Although I only want all of this if (a) it's implemented well and (b) any additional data it uses is reliably up-to-date and (c) there's an emergency shut-off that instantly clears everything off the windscreen in case anything goes wrong.

Comment Re:Mirrors (Score 1) 139

We don't need tech to replace something that works better than the tech.

Oh, don't be silly. Next you'll be making even more absurd claims, like that car theft was already a solved problem 20 years ago thanks to immobilisers, or that having separate physical controls for essential functions that you can find and use without taking your eyes off the road for several seconds to mess around with a touchscreen is safer, or that no-one ever hacked 100,000 cars at once from 1,000 miles away back when they didn't have always-on remote connectivity and allow OTA updates to their essential control systems.

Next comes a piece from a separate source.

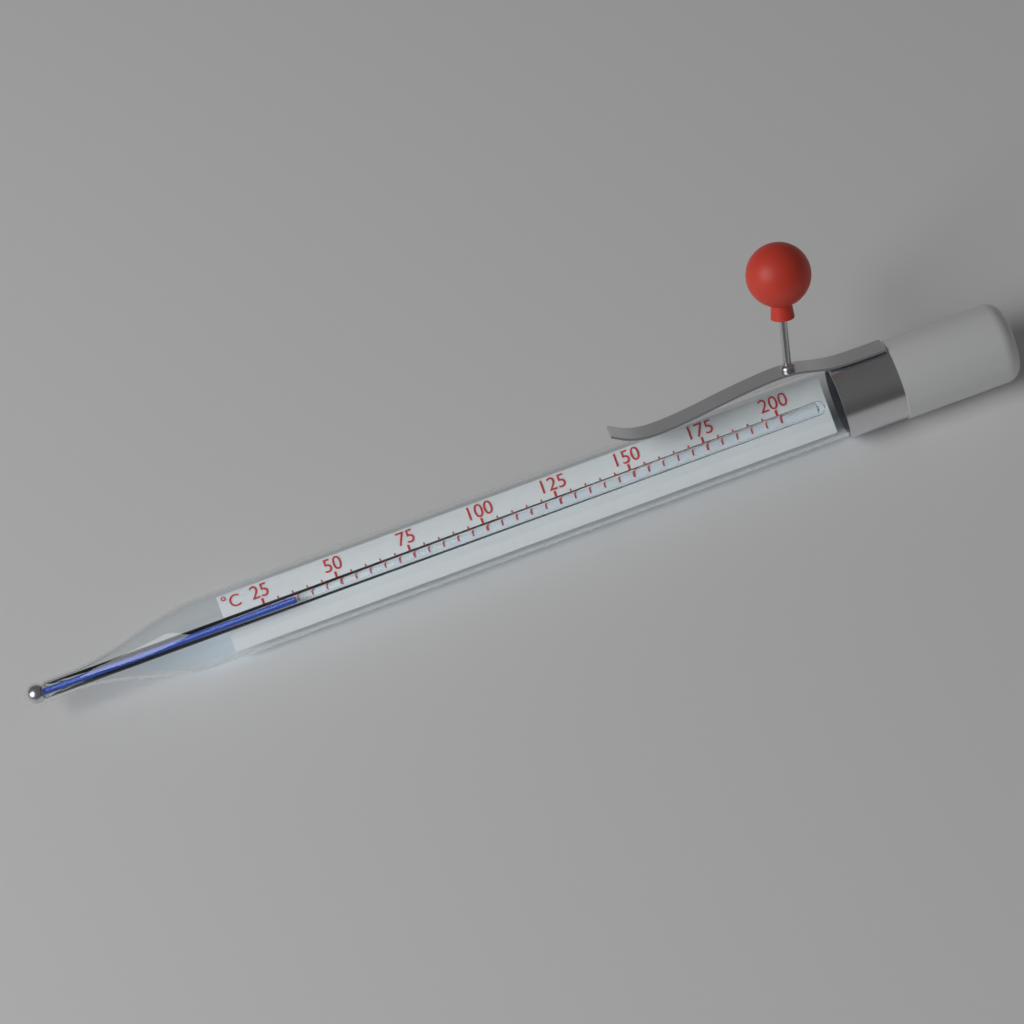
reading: 35 °C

Comment Re:Let me guess: new standard? (Score 2) 27

Google learned to embrace, extend and extinguish right out of Microsoft's playbook. They were excellent students and you can see the results in how email and web "standards" work today.

The difference is that when Microsoft did it the authorities eventually started getting in their way to promote more openness and competition again. So far there is little sign that anyone intends to challenge the way a few tech giants have recently been capturing long-established standards that we rely on for what have become vital services and effectively taking ownership for their own purposes. The governments and their regulators are either asleep at the wheel or, if you're a bit less trusting, bought and paid for.

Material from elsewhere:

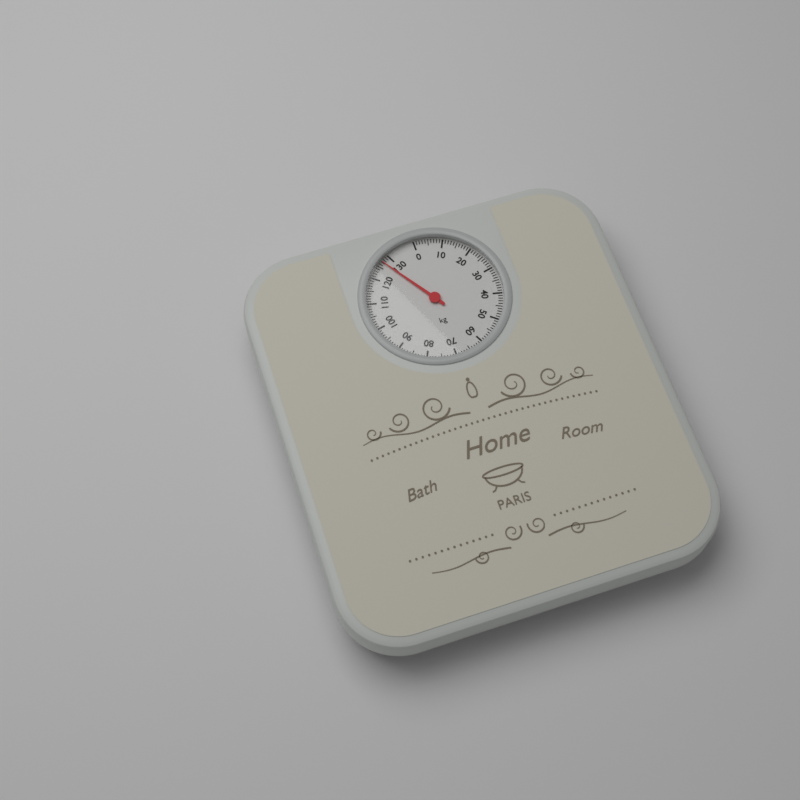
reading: 127 kg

Comment Re:Monopolies (Score 2) 74

| And they get to do it because the FTC has been totally defanged. It has nothing to do with Trump or oil. Sheeple indeed.

In March 2025, Mr. Trump fired the two remaining Democratic commissioners of the Federal Trade Commission (FTC), Alvaro Bedoya and Rebecca Kelly Slaughter, basically consolidating executive control over the agency. This action effectively ended the agency’s longstanding statutory and bipartisan independence.

So, basically, Mr. Trump defanged the FTC. Who's the sheeple now?

Comment Re:Son, are you winning? (Score 3, Informative) 74

Depending on the study, from 30% to 44% of Vietnam vets came back with PTSD. The stereotype of the unhinged 'Nam vet was thus not just a leftist conspiracy. Today, Vietnam-era veterans remain disproportionately represented in the homeless population.

If we have a draft today the level of resistance will cripple the country. Nobody will tolerate the Government pulling that. That move could break the country.

Comment Telling people how to live their lives (Score 1) 80

We've come full circle to the tech community deciding what's proper for our neighbors. ChatGPT is free to decide not to include adult stuff, and celebrity/CSAM should totally be illegal, but "The proper use of AI is as a tool, not as a friend, lover or therapist, and especially not as an addiction" is how we get the government regulating how adults use the tools at their disposal.

Aside from CSAM and defamatory stuff we don't have the right to decide what's proper for someone else.

Eventually peer to peer training (Petals using Hivemind, etc.) will lead the way.